Marshall Islands government takes over Bikini operation

Ejit Island

Following a week of public demonstrations by members of the displaced Bikini community in Majuro over alleged mismanagement of nuclear test compensation trust funds, the Marshall Islands government placed the Bikini-Kili-Ejit or KBE Local Government into receivership late last week.

At an emergency Cabinet meeting last week, the national government’s leadership voted to place the KBE Local Government into receivership, taking authority away from the mayor and council and giving it to Minister of Finance Brenson Wase to oversee and review the local government’s financial affairs.

It is a rare move by the Cabinet to intervene in a local government. “KBE” refers to two of the islands — Kili and Ejit — where most of the displaced Bikinians live today.

The government action follows two demonstrations by KBE community members in Majuro, which rarely sees any type of public protest. Placard-carrying demonstrators protested outside the local government’s offices and later the same week marked down the main street to the national government’s capital building.

“The government will intervene,” Acting President Christopher Loeak said on behalf of the Cabinet to a crowd of Bikini protestors assembled with signs outside the International Conference Center a few days before the decision was reached to place the local government into receivership. At that demonstration, repeated chants to place the local government on receivership led Loeak and Parliament Speaker Kenneth Kedi to address the crowd. “I am with you 100 percent,” Speaker Kedi told the crowd, indicating his support for immediate receivership for the Bikini government.

Demonstrators called for the local government to be placed under receivership and forensic audits to be conducted of the use of over US$70 million from the now-bankrupted Bikini Resettlement Trust Fund.

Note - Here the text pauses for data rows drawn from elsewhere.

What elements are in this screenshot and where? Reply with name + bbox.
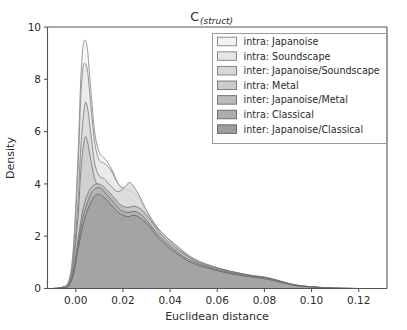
y-tick-label-1: 2 <box>34 230 41 242</box>
legend-label-0: intra: Japanoise <box>244 36 319 47</box>
legend-label-5: intra: Classical <box>244 109 314 120</box>
y-tick-label-2: 4 <box>34 178 41 190</box>
legend-label-1: intra: Soundscape <box>244 51 331 62</box>
title-main-text: C <box>190 9 199 24</box>
legend-label-2: inter: Japanoise/Soundscape <box>244 65 380 76</box>
legend-label-4: inter: Japanoise/Metal <box>244 94 348 105</box>
chart-canvas: C (struct) 0.000.020.040.060.080.100.12 … <box>0 0 407 330</box>
x-tick-label-1: 0.02 <box>111 294 134 306</box>
x-axis-label: Euclidean distance <box>165 310 269 323</box>
x-tick-label-4: 0.08 <box>253 294 276 306</box>
x-tick-label-2: 0.04 <box>158 294 182 306</box>
legend-swatch-3 <box>218 81 237 90</box>
legend-swatch-4 <box>218 96 237 105</box>
title-subscript-text: (struct) <box>200 16 233 26</box>
legend: intra: Japanoiseintra: Soundscapeinter: … <box>213 34 387 144</box>
y-tick-label-4: 8 <box>34 73 41 85</box>
legend-label-3: intra: Metal <box>244 80 299 91</box>
y-axis-label: Density <box>4 137 17 179</box>
x-tick-label-0: 0.00 <box>64 294 87 306</box>
legend-swatch-1 <box>218 52 237 61</box>
density-plot-figure: C (struct) 0.000.020.040.060.080.100.12 … <box>0 0 407 330</box>
legend-swatch-2 <box>218 66 237 75</box>
legend-label-6: inter: Japanoise/Classical <box>244 124 364 135</box>
x-tick-label-6: 0.12 <box>347 294 370 306</box>
legend-swatch-6 <box>218 125 237 134</box>
figure-root: C (struct) 0.000.020.040.060.080.100.12 … <box>0 0 407 330</box>
y-tick-label-0: 0 <box>34 282 41 294</box>
x-tick-label-3: 0.06 <box>206 294 230 306</box>
x-tick-label-5: 0.10 <box>300 294 323 306</box>
legend-swatch-5 <box>218 110 237 119</box>
y-tick-label-5: 10 <box>28 21 41 33</box>
legend-swatch-0 <box>218 37 237 46</box>
y-tick-label-3: 6 <box>34 125 41 137</box>
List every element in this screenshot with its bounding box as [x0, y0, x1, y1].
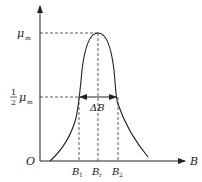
svg-text:1: 1 [11, 88, 16, 97]
svg-text:2: 2 [11, 98, 16, 107]
delta-b-label: ΔB [89, 102, 105, 113]
x-axis-label: B [189, 155, 198, 168]
svg-text:r: r [99, 171, 102, 178]
svg-text:m: m [27, 98, 33, 105]
b2-label: B 2 [111, 166, 123, 178]
half-value-label: 1 2 μ m [10, 88, 33, 107]
peak-value-label: μ m [17, 27, 31, 41]
origin-label: O [26, 155, 35, 168]
svg-text:μ: μ [19, 91, 26, 104]
svg-text:2: 2 [119, 171, 123, 178]
resonance-curve-diagram: O B μ m 1 2 μ m ΔB B 1 B r B 2 [0, 0, 202, 182]
b1-label: B 1 [71, 166, 83, 178]
svg-text:m: m [25, 34, 31, 41]
svg-text:μ: μ [17, 27, 24, 40]
br-label: B r [91, 166, 102, 178]
svg-text:1: 1 [79, 171, 83, 178]
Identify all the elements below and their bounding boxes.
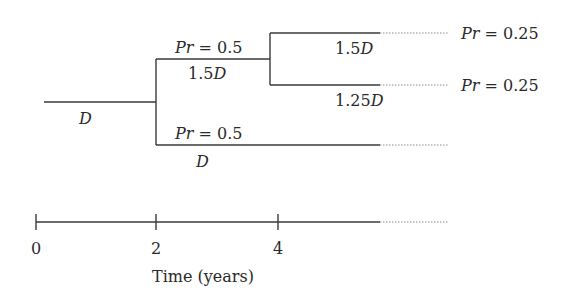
tick-label-4: 4 [273, 239, 283, 258]
up-up-value-label: 1.5D [335, 39, 373, 58]
tick-label-0: 0 [31, 239, 41, 258]
timeline-axis: 0 2 4 Time (years) [31, 214, 448, 286]
tick-label-2: 2 [151, 239, 161, 258]
axis-label: Time (years) [152, 267, 254, 286]
down-value-label: D [195, 152, 209, 171]
up-down-value-label: 1.25D [335, 91, 384, 110]
root-value-label: D [78, 109, 92, 128]
binomial-tree-diagram: D Pr = 0.5 1.5D Pr = 0.5 D 1.5D Pr = 0.2… [0, 0, 575, 302]
down-probability-label: Pr = 0.5 [174, 124, 242, 143]
up-up-probability-label: Pr = 0.25 [460, 24, 539, 43]
up-value-label: 1.5D [188, 64, 226, 83]
up-down-probability-label: Pr = 0.25 [460, 76, 539, 95]
up-probability-label: Pr = 0.5 [174, 38, 242, 57]
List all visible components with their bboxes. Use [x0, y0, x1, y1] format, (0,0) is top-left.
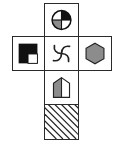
- half-house-icon: [45, 71, 78, 104]
- swirl-icon: [45, 37, 78, 70]
- face-center: Four curved arcs forming a swirl: [44, 36, 79, 71]
- face-left: Black square with white square in bottom…: [12, 36, 45, 71]
- face-bottom: Diagonal line hatching: [44, 104, 79, 140]
- face-right: Gray filled hexagon: [78, 36, 112, 71]
- square-corner-icon: [13, 37, 44, 70]
- diagonal-hatch-icon: [45, 105, 78, 139]
- face-lower: House pentagon with left half gray, righ…: [44, 70, 79, 105]
- face-top: Circle split into quadrants: top-right b…: [44, 3, 79, 37]
- quartered-circle-icon: [45, 4, 78, 36]
- hexagon-icon: [79, 37, 111, 70]
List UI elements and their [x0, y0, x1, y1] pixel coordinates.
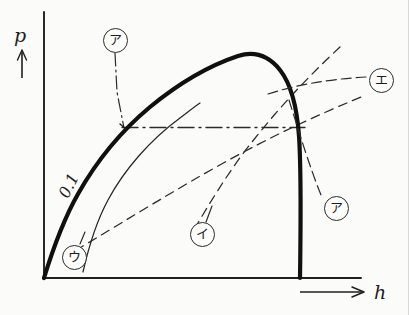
y-axis-arrow-icon — [18, 50, 27, 78]
y-axis-label: p — [14, 24, 26, 46]
callout-a-top[interactable]: ア — [103, 28, 128, 53]
x-axis-label: h — [374, 281, 386, 303]
leader-line-a-top — [115, 53, 124, 128]
ph-diagram-figure — [0, 0, 409, 315]
callout-e[interactable]: エ — [369, 68, 394, 93]
saturation-dome-curve — [44, 54, 301, 278]
callout-a-right[interactable]: ア — [324, 196, 349, 221]
isentrope-upper-dashed-curve — [192, 47, 340, 233]
leader-line-a-right — [289, 100, 321, 195]
leader-line-e — [268, 77, 366, 94]
x-axis-arrow-icon — [300, 287, 364, 297]
inner-thin-curve — [83, 103, 200, 272]
callout-u[interactable]: ウ — [62, 245, 87, 270]
leader-line-u — [80, 232, 85, 244]
callout-i[interactable]: イ — [190, 222, 215, 247]
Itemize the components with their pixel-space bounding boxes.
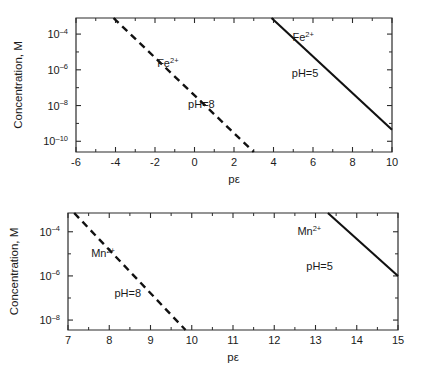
x-tick-label: 7 bbox=[65, 334, 71, 346]
x-axis-title: pε bbox=[228, 173, 240, 185]
x-tick-label: 6 bbox=[310, 156, 316, 168]
chart-top-svg: -6-4-2024681010–410–610–810–10Fe2+pH=8Fe… bbox=[0, 0, 423, 190]
y-tick-label: 10–10 bbox=[43, 134, 68, 148]
curve-annotation: Fe2+ bbox=[292, 30, 314, 44]
x-tick-label: 0 bbox=[191, 156, 197, 168]
x-tick-label: -2 bbox=[150, 156, 160, 168]
data-series-line bbox=[328, 213, 398, 276]
x-axis-title: pε bbox=[227, 351, 239, 363]
curve-annotation: pH=5 bbox=[306, 260, 333, 272]
x-tick-label: -4 bbox=[111, 156, 121, 168]
y-tick-label: 10–8 bbox=[39, 313, 60, 327]
x-tick-label: 13 bbox=[309, 334, 321, 346]
curve-annotation: Fe2+ bbox=[157, 56, 179, 70]
curve-annotation: pH=8 bbox=[115, 287, 142, 299]
figure-container: -6-4-2024681010–410–610–810–10Fe2+pH=8Fe… bbox=[0, 0, 423, 373]
x-tick-label: 9 bbox=[147, 334, 153, 346]
curve-annotation: pH=5 bbox=[292, 67, 319, 79]
y-axis-title: Concentration, M bbox=[8, 228, 20, 316]
chart-panel-top: -6-4-2024681010–410–610–810–10Fe2+pH=8Fe… bbox=[0, 0, 423, 190]
y-tick-label: 10–4 bbox=[39, 224, 60, 238]
y-tick-label: 10–6 bbox=[47, 62, 68, 76]
x-tick-label: 14 bbox=[351, 334, 363, 346]
x-tick-label: 11 bbox=[227, 334, 238, 346]
curve-annotation: pH=8 bbox=[188, 98, 215, 110]
data-series-line bbox=[114, 18, 254, 152]
y-tick-label: 10–8 bbox=[47, 98, 68, 112]
x-tick-label: 4 bbox=[270, 156, 276, 168]
x-tick-label: 2 bbox=[231, 156, 237, 168]
y-tick-label: 10–6 bbox=[39, 268, 60, 282]
chart-panel-bottom: 78910111213141510–410–610–8Mn2+pH=8Mn2+p… bbox=[0, 190, 423, 373]
x-tick-label: -6 bbox=[71, 156, 81, 168]
x-tick-label: 8 bbox=[106, 334, 112, 346]
x-tick-label: 10 bbox=[186, 334, 198, 346]
chart-bottom-svg: 78910111213141510–410–610–8Mn2+pH=8Mn2+p… bbox=[0, 190, 423, 373]
data-series-line bbox=[272, 18, 392, 130]
x-tick-label: 12 bbox=[268, 334, 280, 346]
y-axis-title: Concentration, M bbox=[12, 41, 24, 129]
y-tick-label: 10–4 bbox=[47, 27, 68, 41]
x-tick-label: 15 bbox=[392, 334, 404, 346]
curve-annotation: Mn2+ bbox=[91, 246, 115, 260]
x-tick-label: 10 bbox=[386, 156, 398, 168]
x-tick-label: 8 bbox=[349, 156, 355, 168]
curve-annotation: Mn2+ bbox=[297, 224, 321, 238]
data-series-line bbox=[74, 213, 185, 330]
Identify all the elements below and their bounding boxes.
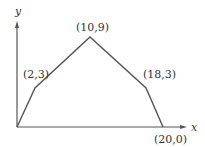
piecewise-graph: y x (2,3) (10,9) (18,3) (20,0) [0, 0, 205, 147]
point-label-2-3: (2,3) [23, 68, 49, 81]
graph-line [17, 37, 163, 127]
point-label-20-0: (20,0) [154, 133, 187, 146]
point-label-18-3: (18,3) [143, 68, 176, 81]
y-axis-label: y [14, 5, 22, 18]
x-axis-arrow-icon [180, 125, 187, 129]
y-axis-arrow-icon [15, 21, 19, 28]
point-label-10-9: (10,9) [76, 21, 109, 34]
x-axis-label: x [191, 121, 198, 134]
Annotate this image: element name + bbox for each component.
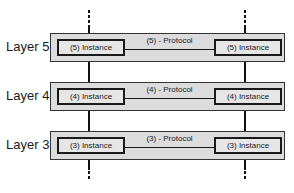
layer-4-left-instance: (4) Instance: [57, 88, 125, 105]
layer-5-left-instance: (5) Instance: [57, 39, 125, 56]
layer-5-label: Layer 5: [6, 39, 49, 55]
layer-5-protocol-label: (5) - Protocol: [125, 36, 214, 46]
layer-3-right-instance: (3) Instance: [214, 137, 282, 154]
layer-3-left-instance: (3) Instance: [57, 137, 125, 154]
layer-3-box: (3) Instance (3) - Protocol (3) Instance: [50, 131, 285, 160]
right-top-continuation-dots: [244, 10, 246, 25]
layer-4-box: (4) Instance (4) - Protocol (4) Instance: [50, 82, 285, 111]
layer-4-protocol-line: [125, 98, 214, 99]
layer-3-label: Layer 3: [6, 137, 49, 153]
layer-4-protocol-label: (4) - Protocol: [125, 85, 214, 95]
right-bottom-continuation-dots: [244, 166, 246, 181]
layer-4-label: Layer 4: [6, 88, 49, 104]
left-bottom-continuation-dots: [88, 166, 90, 181]
layer-4-right-instance: (4) Instance: [214, 88, 282, 105]
layer-5-protocol-line: [125, 49, 214, 50]
layer-3-protocol-label: (3) - Protocol: [125, 134, 214, 144]
left-top-continuation-dots: [88, 10, 90, 25]
layer-5-right-instance: (5) Instance: [214, 39, 282, 56]
layer-3-protocol-line: [125, 147, 214, 148]
layer-5-box: (5) Instance (5) - Protocol (5) Instance: [50, 33, 285, 62]
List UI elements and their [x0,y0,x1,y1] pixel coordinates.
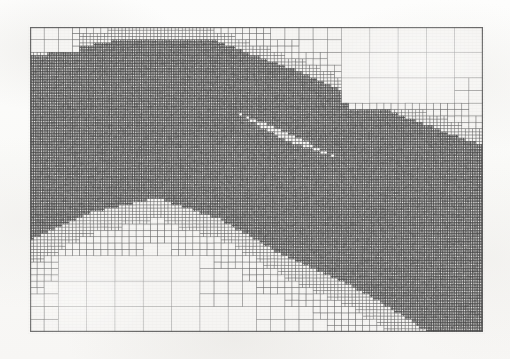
amr-mesh-figure [30,27,483,332]
amr-mesh-canvas [30,27,483,332]
page-bleed-through-artifact [40,334,470,354]
figure-page [0,0,510,359]
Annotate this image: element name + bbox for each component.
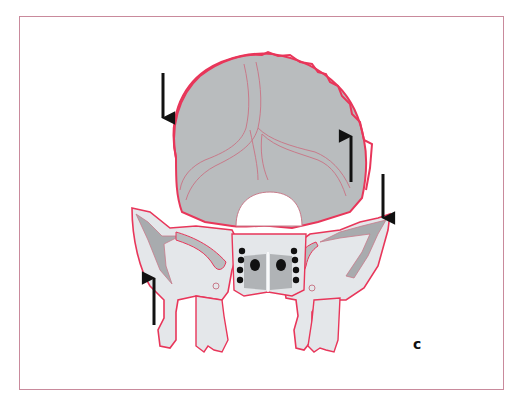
anatomical-figure: c (0, 0, 519, 394)
panel-label: c (413, 336, 421, 352)
cranial-vault (174, 52, 372, 228)
skull-diagram (0, 0, 519, 394)
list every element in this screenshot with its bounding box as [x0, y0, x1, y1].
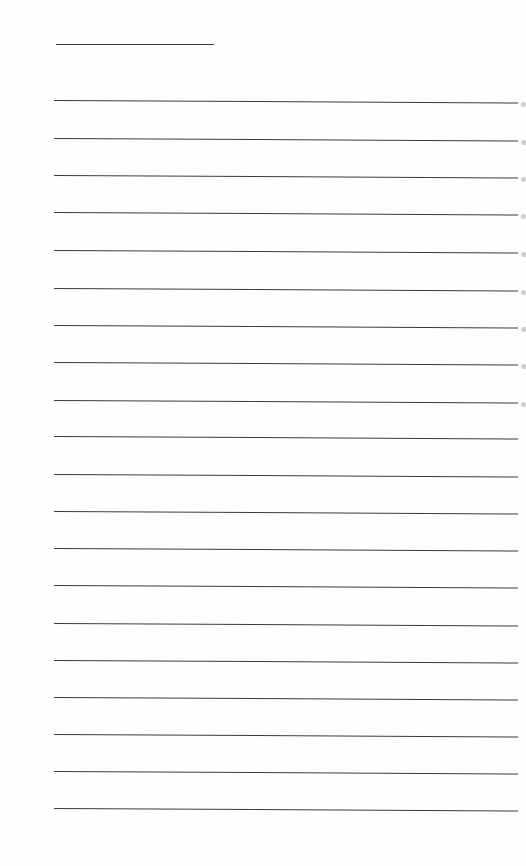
- edge-mark: [521, 252, 526, 257]
- rule-line: [54, 100, 518, 103]
- rule-line: [54, 548, 518, 551]
- rule-line: [54, 325, 518, 328]
- edge-mark: [521, 102, 526, 107]
- edge-mark: [521, 364, 526, 369]
- edge-mark: [521, 177, 526, 182]
- rule-line: [54, 808, 518, 811]
- rule-line: [54, 660, 518, 663]
- rule-line: [54, 697, 518, 700]
- rule-line: [54, 511, 518, 514]
- rule-line: [54, 436, 518, 439]
- edge-mark: [521, 402, 526, 407]
- rule-line: [54, 623, 518, 626]
- rule-line: [54, 585, 518, 588]
- edge-mark: [521, 214, 526, 219]
- rule-line: [54, 362, 518, 365]
- rule-line: [54, 288, 518, 291]
- edge-mark: [521, 140, 526, 145]
- rule-line: [54, 138, 518, 141]
- edge-mark: [521, 290, 526, 295]
- rule-line: [54, 474, 518, 477]
- lined-paper-page: [0, 0, 526, 866]
- rule-line: [54, 212, 518, 215]
- rule-line: [54, 400, 518, 403]
- edge-mark: [521, 327, 526, 332]
- rule-line: [54, 175, 518, 178]
- title-line: [56, 44, 214, 45]
- rule-line: [54, 250, 518, 253]
- rule-line: [54, 734, 518, 737]
- rule-line: [54, 771, 518, 774]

Shortly before the Cabinet’s action, both Secretary of Finance Patrick Langrine and the President’s Office issued nearly identical statements about the KBE situation — both indicating the national government has never had any involvement in or oversight over the Bikini trust funds, and stating the national government’s willingness to introduce legislation to Nitijela (parliament) to increase transparency and accountability in the use of trust funds.

The Bikini Resettlement Trust Fund had US$71 million in it at the end of 2016, according to the last audit figures available. When the current KBE administration gained full control over this trust fund in 2017 after the U.S. government ended 35 years of oversight of trust fund use, it quickly spent the money. A report from the Arden Trust Company, which manages the trust fund, shows that by December 2020, the Bikini Resettlement Trust Fund had only US$4.8 million left. As of March this year, it had only US$100,000 left.

All regular payments for hundreds of members of the Bikini community stopped without notice or any information from the KBE Local Government in January this year, leaving the community without resources that it had relied on since 1982 when the U.S government established the Resettlement Trust Fund.

An irony of the receivership going to Ministry of Finance is that the Finance had the most financial and accountability problems identified by Deloitte auditors in six years, with the number of “findings” (problems) identified by auditors skyrocketing from just seven in 2020 to 17 for the most recently released audit for 2021. Minister Wase said after the Cabinet decision that the first order of receivership business is for staff in the ministries of Culture and Internal Affairs, which has jurisdiction over local governments, and Finance to review the situation and provide recommendations to him for next steps.